Professional voiceover costs between $250 and $1,500 per finished minute, depending on the talent. AI-generated voice is an option for internal training where brand voice matters less, but test it with a small audience first. A 2025 Clutch survey found that 43% of employees rated AI narration as "less trustworthy" than human narration in training content.
Step 6: Animate, review, iterate
Most animation projects go through 2-3 revision rounds. Build revision cycles into your timeline. A typical 3-minute animated training video takes 4-6 weeks from script to final delivery.
AI will have a big role to play when it comes to content creation. Instructional designers can now focus on more strategic aspects and storytelling rather than just focusing on operational aspects of the content creation process like layout and design.
Tools for creating animated training videos
| Tool | Type | Price | Best for | Learning curve |
|---|---|---|---|---|
| Vyond | Cloud-based | $49-$99/mo | Business training, character animation | Low |
| Powtoon | Cloud-based | $15-$99/mo | Quick explainers, presentations | Low |
| Adobe After Effects | Desktop | $22.99/mo | Motion graphics, custom animation | High |
| Blender | Desktop (free) | Free | 3D animation | Very high |
| Doodly | Desktop | $39-$69/mo | Whiteboard animation | Low |
| Animaker | Cloud-based | $12-$79/mo | Simple 2D, infographics | Low |
| Toonly | Desktop | $39-$69/mo | 2D character animation | Low |
For companies producing 1-3 videos per year, hiring an animation studio ($3,000-$15,000 per finished minute) typically delivers better results than licensing tools and training internal staff. For companies producing monthly training content, bringing animation in-house with a tool like Vyond or After Effects pays off within 6 months.

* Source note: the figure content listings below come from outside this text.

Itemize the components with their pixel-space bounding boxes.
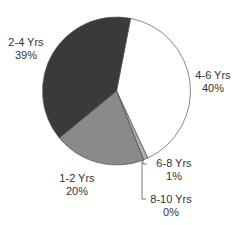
pie-chart (0, 0, 238, 225)
label-1-2-yrs: 1-2 Yrs 20% (57, 172, 97, 198)
label-name: 4-6 Yrs (192, 69, 234, 82)
label-percent: 1% (152, 170, 196, 183)
label-percent: 40% (192, 82, 234, 95)
label-8-10-yrs: 8-10 Yrs 0% (146, 193, 196, 219)
label-name: 2-4 Yrs (6, 36, 46, 49)
label-4-6-yrs: 4-6 Yrs 40% (192, 69, 234, 95)
label-name: 8-10 Yrs (146, 193, 196, 206)
label-name: 1-2 Yrs (57, 172, 97, 185)
pie-slices (42, 17, 190, 165)
label-2-4-yrs: 2-4 Yrs 39% (6, 36, 46, 62)
label-6-8-yrs: 6-8 Yrs 1% (152, 157, 196, 183)
leader-line-6-8 (143, 160, 147, 164)
label-percent: 39% (6, 49, 46, 62)
label-name: 6-8 Yrs (152, 157, 196, 170)
label-percent: 20% (57, 185, 97, 198)
label-percent: 0% (146, 206, 196, 219)
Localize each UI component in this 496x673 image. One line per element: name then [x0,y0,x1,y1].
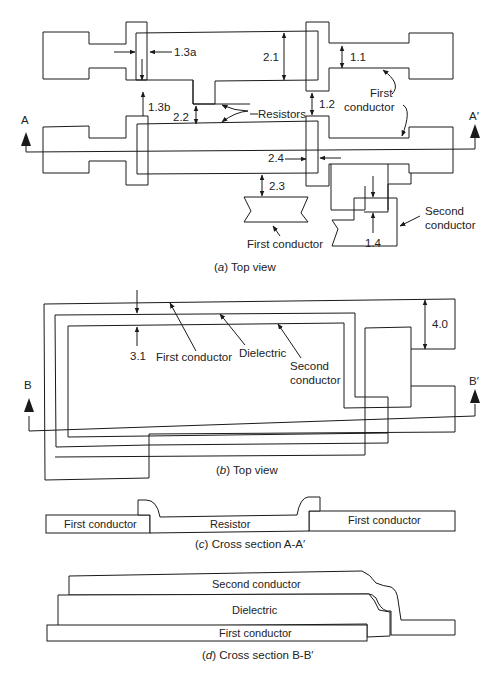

Animated training video production checklist
Use this before starting any animated training video project.
- Learning objective written as a measurable action
- Target audience defined (role, skill level, context)
- Script written at 150 words per minute of video
- Script reviewed by subject matter expert
- Animation style selected based on content type
- Storyboard completed (1 panel per 10-15 seconds)
Production
- Voiceover recorded before animation begins
- Brand colors and fonts applied to animation
- Each scene limited to one concept
- Text on screen matches narration (not duplicating, complementing)
- Background music at -20dB below narration
- Captions/subtitles added (85% of Facebook video is watched muted, per Digiday)
- Video tested with 3-5 target learners before full rollout
- Feedback incorporated (1-2 revision rounds)
- Video exported at 1080p minimum
- Hosted on LMS or internal video platform with tracking
Want to see what animation can do for your brand?
We'll walk you through styles, timelines, and what to expect.
Talk to Our TeamExternal sources:
- NCBI/NIH: Visual Learning and Memory Retention in Multimedia Education
- Wyzowl 2025 State of Video Marketing Survey
Related articles:
- Looking for live-action training? See how to create a corporate video.
- Compare types of video content across all formats.
- See motion graphics examples in action.
- See how animation performs in paid campaigns with our animation ads analysis - 15 animated ads with performance data, cost breakdowns, and style recommendations.
- Deciding between formats? Read our live-action vs animation comparison.
- For technical training, see software demo videos.
- Explore the benefits of video marketing for L&D teams.
- Need full-service production? See corporate video production options.